Dáil debates

Tuesday, 3 July 2007

6:00 pm

Photo of Ruairi QuinnRuairi Quinn (Dublin South East, Labour)

Based on various calculations required under law, the economics of public private partnership are built on a foundation of sand. The waste management planning regulations of 1997 require a waste management plan to include systems for monitoring the before, during and after of any changes made by the plan. The waste management plan agreed by the elected members of Dublin City Council in point 11.3.2 on page 77 require city officials to record such statistics but they will not make that information available to the public.

There is a dispute among officials at local and national levels regarding the legal and statistical basis upon which certain formal calculations are made. We are told that for reasons of commercial sensitivity details of the new contract negotiated by the Danish Oil and Natural Gas Company, DONG, which bought out the collapsed Elsam firm, cannot be revealed. What kind of nonsense is this? Who invented this rule?

We will be paying the money for this project. There was a time when public projects were put up for tender and, under the laws of public procurement, the lowest price did not automatically win the contract. The best suited contractor, when price and experience were taken into account, would win the contract but every other competitor in the public procurement process would be informed of the outcome of the tendering process. Suddenly this information is secret and cannot be obtained due to commercial sensitivities. That was the explanation Mr. Matt Twomey, assistant city manager, gave the public when the Minister for the Environment, Heritage and Local Government, Deputy John Gormley, and I were both on this side of the House and queried Deputy Gormley's predecessor on this matter.

Who else is bidding to build an incinerator in the Dublin area and what commercial sensitivity applies? What legal advice did the Minister take from lawyers in the Green Party regarding his manoeuvrability on this issue? The Minister for the Environment, Heritage and Local Government, Deputy John Gormley, correctly says that our former constituency colleague, Mr. Michael McDowell, did not sit in the Custom House as Minister for Justice, Equality and Law reform and did not possess the statutory powers of the Minister for the Environment, Heritage and Local Government in this regard. Mr. McDowell was merely a Cabinet colleague and he could ask and make requests, but the Minister for the Environment, Heritage and Local Government, Deputy John Gormley, has executive powers which he is failing to implement in terms of value for money and the legal constraints on the contract that has been agreed.

Nobody knows the terms of the contract agreed with DONG. We do not know if they are compliant and we do not know if they are costed. I am sure Merrion Street would like information in this regard. Earlier today we were told that public scrutiny by the Opposition in this House is being eroded systematically. We can no longer ask questions about the Health Service Executive and prosecutions of people who do not pay the television licence fee. I thought the Green Party went into Government to avoid the shackles of impotence that are being imposed on the Opposition. I thought the purpose of having the Minister of State at the Department of Agriculture, Fisheries and Food, Deputy Trevor Sargent, the Minister for Communications, Energy and Natural Resources, Deputy Eamon Ryan, and the Minister for the Environment, Heritage and Local Government, Deputy John Gormley, at the Cabinet table was to allow them request this information. I thought they could use their extensive powers to get a second opinion and to review the commercial viability of the Poolbeg incinerator, because we are ahead of our targets for waste reduction and the volume of incinerable waste is falling.

Can the Minister examine the change in circumstances regarding access to the site? In case he does not know I can tell the Minister, as one of his constituents, that from 4 p.m. until around 7 p.m., from the Merrion Gates or the Martello tower to the toll bridge, traffic is back to back. The Minister knows, from living in Ringsend, what traffic is like. Now we are to be asked to allow more trucks into the area, though we cannot get the precise number calculated from Mr. Matt Twomey. Deputy Olivia Mitchell is recognised by all in this House as a person who knows the traffic statistics for the greater Dublin area and she points out that the traffic implications of the location of the Poolbeg incinerator may be serious.

The acting leader of the Green Party has given the Minister plenty of cover for tonight but when he has time he might tell the people in Ringsend Park, Sandymount and O'Rahilly House not what he did in the past, not how he saved the world from bio-burn and so on, but rather how he consciously compromised his principles to go into office. On balance, the Minister felt he could do some good inside the tent and I can accept that logic and have applied it to myself previously. Now the Minister must deliver and must find every instrument of power and ingenuity open to him. He must not take no for an answer.

I once received no for an answer when I was told that under EU law I could not ban the importation of South African fruit. The Attorney General of the time said it was not possible but, because I wanted to find an answer and would not take no for an answer, we ultimately found a legally viable solution to the conundrum. If being a Green Party member in Cabinet means anything the Minister must start finding answers soon. He can start by tearing up the ridiculous script he read into the record of the House.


The data that follows is to be given again, exactly as written.

## DATA TO EXAMINE:
::::

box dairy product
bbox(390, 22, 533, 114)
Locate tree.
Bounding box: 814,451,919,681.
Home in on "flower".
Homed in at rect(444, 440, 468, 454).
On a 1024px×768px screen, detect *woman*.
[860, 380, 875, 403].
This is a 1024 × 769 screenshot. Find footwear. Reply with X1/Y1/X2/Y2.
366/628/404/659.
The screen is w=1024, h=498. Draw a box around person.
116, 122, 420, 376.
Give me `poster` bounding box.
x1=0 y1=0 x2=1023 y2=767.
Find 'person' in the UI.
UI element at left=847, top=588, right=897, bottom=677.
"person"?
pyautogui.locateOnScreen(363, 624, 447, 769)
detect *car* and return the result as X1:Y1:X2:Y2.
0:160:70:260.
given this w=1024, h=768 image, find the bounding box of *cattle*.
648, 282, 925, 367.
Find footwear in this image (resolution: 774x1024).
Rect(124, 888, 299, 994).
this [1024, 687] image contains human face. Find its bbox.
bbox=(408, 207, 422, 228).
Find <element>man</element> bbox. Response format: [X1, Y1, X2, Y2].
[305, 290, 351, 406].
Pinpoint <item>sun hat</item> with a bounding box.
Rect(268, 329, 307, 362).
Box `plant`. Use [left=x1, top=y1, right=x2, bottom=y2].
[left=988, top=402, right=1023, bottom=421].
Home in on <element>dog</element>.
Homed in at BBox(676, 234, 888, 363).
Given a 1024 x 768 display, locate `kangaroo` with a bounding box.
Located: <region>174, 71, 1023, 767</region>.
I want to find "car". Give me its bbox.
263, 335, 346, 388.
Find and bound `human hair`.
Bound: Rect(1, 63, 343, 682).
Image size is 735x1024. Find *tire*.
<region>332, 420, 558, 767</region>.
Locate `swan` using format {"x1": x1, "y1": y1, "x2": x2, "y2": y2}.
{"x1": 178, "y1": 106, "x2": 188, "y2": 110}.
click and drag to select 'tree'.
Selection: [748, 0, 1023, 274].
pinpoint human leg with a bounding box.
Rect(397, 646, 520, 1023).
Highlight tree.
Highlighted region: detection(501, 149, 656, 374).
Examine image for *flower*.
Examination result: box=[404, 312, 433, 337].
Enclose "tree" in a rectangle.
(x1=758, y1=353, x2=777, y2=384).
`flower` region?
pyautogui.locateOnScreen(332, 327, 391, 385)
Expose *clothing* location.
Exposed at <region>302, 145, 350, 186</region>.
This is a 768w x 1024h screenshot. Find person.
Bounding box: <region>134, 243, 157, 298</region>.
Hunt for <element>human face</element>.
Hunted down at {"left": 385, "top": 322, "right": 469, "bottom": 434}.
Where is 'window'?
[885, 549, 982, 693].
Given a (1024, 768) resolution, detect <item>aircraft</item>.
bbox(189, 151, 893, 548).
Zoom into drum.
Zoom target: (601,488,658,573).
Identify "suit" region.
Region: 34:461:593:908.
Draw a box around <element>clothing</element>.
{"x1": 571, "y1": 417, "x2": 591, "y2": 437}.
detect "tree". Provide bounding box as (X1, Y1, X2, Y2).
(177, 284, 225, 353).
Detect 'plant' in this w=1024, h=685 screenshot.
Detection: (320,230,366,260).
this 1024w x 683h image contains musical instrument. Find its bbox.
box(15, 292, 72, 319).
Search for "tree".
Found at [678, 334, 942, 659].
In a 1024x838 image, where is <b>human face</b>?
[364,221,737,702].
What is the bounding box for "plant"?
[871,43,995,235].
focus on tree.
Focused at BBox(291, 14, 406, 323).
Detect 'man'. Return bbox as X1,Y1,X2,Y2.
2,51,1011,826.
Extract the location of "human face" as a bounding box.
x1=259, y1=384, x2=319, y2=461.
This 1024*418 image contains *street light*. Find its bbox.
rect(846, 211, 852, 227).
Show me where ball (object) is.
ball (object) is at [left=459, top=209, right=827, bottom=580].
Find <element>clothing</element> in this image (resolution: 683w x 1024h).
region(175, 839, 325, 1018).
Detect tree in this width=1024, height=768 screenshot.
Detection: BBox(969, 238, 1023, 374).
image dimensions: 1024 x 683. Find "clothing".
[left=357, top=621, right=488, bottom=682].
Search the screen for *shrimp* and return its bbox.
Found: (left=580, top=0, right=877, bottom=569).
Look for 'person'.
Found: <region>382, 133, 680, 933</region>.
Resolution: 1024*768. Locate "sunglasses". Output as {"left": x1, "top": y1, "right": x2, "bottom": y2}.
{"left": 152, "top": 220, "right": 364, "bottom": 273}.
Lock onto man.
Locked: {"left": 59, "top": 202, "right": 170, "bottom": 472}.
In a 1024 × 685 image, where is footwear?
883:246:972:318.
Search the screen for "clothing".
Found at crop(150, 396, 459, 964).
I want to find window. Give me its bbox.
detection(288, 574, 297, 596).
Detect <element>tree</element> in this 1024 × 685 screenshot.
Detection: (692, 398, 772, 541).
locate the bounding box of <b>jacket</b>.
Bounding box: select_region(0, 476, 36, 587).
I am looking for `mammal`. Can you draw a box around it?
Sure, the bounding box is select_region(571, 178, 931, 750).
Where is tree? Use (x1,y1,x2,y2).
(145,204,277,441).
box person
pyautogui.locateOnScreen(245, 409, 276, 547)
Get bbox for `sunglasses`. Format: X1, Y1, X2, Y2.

::::

## EXPECTED ANSWER:
box dairy product
bbox(390, 22, 533, 114)
Locate tree.
Bounding box: 814,451,919,681.
Home in on "flower".
Homed in at rect(444, 440, 468, 454).
On a 1024px×768px screen, detect *woman*.
[860, 380, 875, 403].
This is a 1024 × 769 screenshot. Find footwear. Reply with X1/Y1/X2/Y2.
366/628/404/659.
The screen is w=1024, h=498. Draw a box around person.
116, 122, 420, 376.
Give me `poster` bounding box.
x1=0 y1=0 x2=1023 y2=767.
Find 'person' in the UI.
UI element at left=847, top=588, right=897, bottom=677.
"person"?
pyautogui.locateOnScreen(363, 624, 447, 769)
detect *car* and return the result as X1:Y1:X2:Y2.
0:160:70:260.
given this w=1024, h=768 image, find the bounding box of *cattle*.
648, 282, 925, 367.
Find footwear in this image (resolution: 774x1024).
Rect(124, 888, 299, 994).
this [1024, 687] image contains human face. Find its bbox.
bbox=(408, 207, 422, 228).
Find <element>man</element> bbox. Response format: [X1, Y1, X2, Y2].
[305, 290, 351, 406].
Pinpoint <item>sun hat</item> with a bounding box.
Rect(268, 329, 307, 362).
Box `plant`. Use [left=x1, top=y1, right=x2, bottom=y2].
[left=988, top=402, right=1023, bottom=421].
Home in on <element>dog</element>.
Homed in at BBox(676, 234, 888, 363).
Given a 1024 x 768 display, locate `kangaroo` with a bounding box.
Located: <region>174, 71, 1023, 767</region>.
I want to find "car". Give me its bbox.
263, 335, 346, 388.
Find and bound `human hair`.
Bound: Rect(1, 63, 343, 682).
Image size is 735x1024. Find *tire*.
<region>332, 420, 558, 767</region>.
Locate `swan` using format {"x1": x1, "y1": y1, "x2": x2, "y2": y2}.
{"x1": 178, "y1": 106, "x2": 188, "y2": 110}.
click and drag to select 'tree'.
Selection: [748, 0, 1023, 274].
pinpoint human leg with a bounding box.
Rect(397, 646, 520, 1023).
Highlight tree.
Highlighted region: detection(501, 149, 656, 374).
Examine image for *flower*.
Examination result: box=[404, 312, 433, 337].
Enclose "tree" in a rectangle.
(x1=758, y1=353, x2=777, y2=384).
`flower` region?
pyautogui.locateOnScreen(332, 327, 391, 385)
Expose *clothing* location.
Exposed at <region>302, 145, 350, 186</region>.
This is a 768w x 1024h screenshot. Find person.
Bounding box: <region>134, 243, 157, 298</region>.
Hunt for <element>human face</element>.
Hunted down at {"left": 385, "top": 322, "right": 469, "bottom": 434}.
Where is 'window'?
[885, 549, 982, 693].
Given a (1024, 768) resolution, detect <item>aircraft</item>.
bbox(189, 151, 893, 548).
Zoom into drum.
Zoom target: (601,488,658,573).
Identify "suit" region.
Region: 34:461:593:908.
Draw a box around <element>clothing</element>.
{"x1": 571, "y1": 417, "x2": 591, "y2": 437}.
detect "tree". Provide bounding box as (X1, Y1, X2, Y2).
(177, 284, 225, 353).
Detect 'plant' in this w=1024, h=685 screenshot.
Detection: (320,230,366,260).
this 1024w x 683h image contains musical instrument. Find its bbox.
box(15, 292, 72, 319).
Search for "tree".
Found at [678, 334, 942, 659].
In a 1024x838 image, where is <b>human face</b>?
[364,221,737,702].
What is the bounding box for "plant"?
[871,43,995,235].
focus on tree.
Focused at BBox(291, 14, 406, 323).
Detect 'man'. Return bbox as X1,Y1,X2,Y2.
2,51,1011,826.
Extract the location of "human face" as a bounding box.
x1=259, y1=384, x2=319, y2=461.
This 1024*418 image contains *street light*. Find its bbox.
rect(846, 211, 852, 227).
Show me where ball (object) is.
ball (object) is at [left=459, top=209, right=827, bottom=580].
Find <element>clothing</element> in this image (resolution: 683w x 1024h).
region(175, 839, 325, 1018).
Detect tree in this width=1024, height=768 screenshot.
Detection: BBox(969, 238, 1023, 374).
image dimensions: 1024 x 683. Find "clothing".
[left=357, top=621, right=488, bottom=682].
Search the screen for *shrimp* and return its bbox.
Found: (left=580, top=0, right=877, bottom=569).
Look for 'person'.
Found: <region>382, 133, 680, 933</region>.
Resolution: 1024*768. Locate "sunglasses". Output as {"left": x1, "top": y1, "right": x2, "bottom": y2}.
{"left": 152, "top": 220, "right": 364, "bottom": 273}.
Lock onto man.
Locked: {"left": 59, "top": 202, "right": 170, "bottom": 472}.
In a 1024 × 685 image, where is footwear?
883:246:972:318.
Search the screen for "clothing".
Found at crop(150, 396, 459, 964).
I want to find window. Give me its bbox.
detection(288, 574, 297, 596).
Detect <element>tree</element> in this 1024 × 685 screenshot.
Detection: (692, 398, 772, 541).
locate the bounding box of <b>jacket</b>.
Bounding box: select_region(0, 476, 36, 587).
I am looking for `mammal`. Can you draw a box around it?
Sure, the bounding box is select_region(571, 178, 931, 750).
Where is tree? Use (x1,y1,x2,y2).
(145,204,277,441).
box person
pyautogui.locateOnScreen(245, 409, 276, 547)
Get bbox for `sunglasses`. Format: X1, Y1, X2, Y2.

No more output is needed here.